The Corrections
-
- 7,49 €
-
- 7,49 €
Descripción de la editorial
From the author of ‘Freedom’, a richly realistic and darkly hilarious masterpiece about a family breakdown in an age of easy fixes.
After fifty years as a wife and mother, Enid Lambert is ready to have some fun. Unfortunately her husband, Alfred, is losing his sanity, and their children have long since fled for the catastrophes of their own lives. As Alfred’s condition worsens and the Lamberts are forced to face their secrets and failures, Enid sets her heart on one last family Christmas.
Bringing the old world of civic virtue and sexual inhibition into violent collision with the era of hands-off parenting, do-it-yourself mental healthcare and globalised greed, ‘The Corrections’ confirms Jonathan Franzen as one of the most brilliant interpreters of the American soul.
Reviews
‘A book which is funny, moving, generous, brutal and intelligent, and which poses the ultimate question: what life is for? And that is as much as anyone could ask' Blake Morrison, Guardian
‘Intelligent, compellingly readable, funny and above all generous spirited, it is a rare thing, a modern novel with both head and heart’ Daily Mail
‘Jonathan Franzen has built a powerful novel out of the swarming consciousness of a marriage, a family, a whole culture’ Don DeLillo
'Impossible to dislike, an unpretentious page-turner' Zadie Smith
'Compelling. A pleasure from beginning to end. Franzen, in one leap, has put himself into the league of Updike and Roth' Evening Standard
About the author
Jonathan Franzen won the National Book Award in 2001 for ‘The Corrections’. He is the author of three other critically acclaimed novels, ‘The Twenty-Seventh City’, ‘Strong Motion’ and most recently ‘Freedom’, as well as two works of non-fiction: ’How to be Alone’ and ‘The Discomfort Zone’. He lives in New York City and Santa Cruz, California.
PUBLISHERS WEEKLY
If some authors are masters of suspense, others postmodern verbal acrobats, and still others complex-character pointillists, few excel in all three arenas. In his long-awaited third novel, Franzen does. Unlike his previous works, The 27th City (1988) and Strong Motion (1992), which tackled St. Louis and Boston, respectively, this one skips from city to city (New York; St. Jude; Philadelphia; Vilnius, Lithuania) as it follows the delamination of the Lambert family Alfred, once a rigid disciplinarian, flounders against Parkinson's-induced dementia; Enid, his loyal and embittered wife, lusts for the perfect Midwestern Christmas; Denise, their daughter, launches the hippest restaurant in Philly; and Gary, their oldest son, grapples with depression, while Chip, his brother, attempts to shore his eroding self-confidence by joining forces with a self-mocking, Eastern-Bloc politician. As in his other novels, Franzen blends these personal dramas with expert technical cartwheels and savage commentary on larger social issues, such as the imbecility of laissez-faire parenting and the farcical nature of U.S. Third World relations. The result is a book made of equal parts fury and humor, one that takes a dry-eyed look at our culture, at our pains and insecurities, while offering hope that, occasionally at least, we can reach some kind of understanding. This is, simply, a masterpiece. and FSG's publicity campaign will guarantee plenty of press. QPB main, BOMC alternate. Foreign rights sold in the U.K., Denmark, Holland, Italy, Norway, Portugal, Sweden and Spain. Nine-city author tour.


WORK REQUEST: Exactly as written, copy the lines of the data below from the first through the one containing "The height and".

Entries taken from a collection:
═══

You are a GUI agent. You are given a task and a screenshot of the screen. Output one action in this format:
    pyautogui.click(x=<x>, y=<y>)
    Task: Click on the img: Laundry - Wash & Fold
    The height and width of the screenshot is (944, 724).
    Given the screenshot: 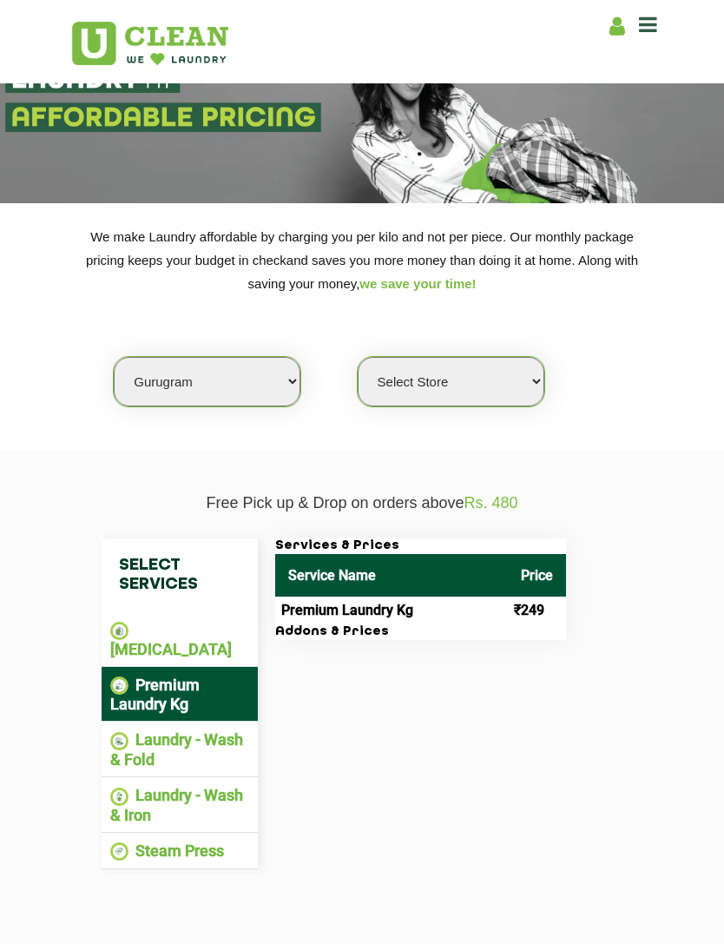 What is the action you would take?
    pyautogui.click(x=119, y=741)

═══

RESPONSE:
You are a GUI agent. You are given a task and a screenshot of the screen. Output one action in this format:
    pyautogui.click(x=<x>, y=<y>)
    Task: Click on the img: Laundry - Wash & Fold
    The height and width of the screenshot is (944, 724).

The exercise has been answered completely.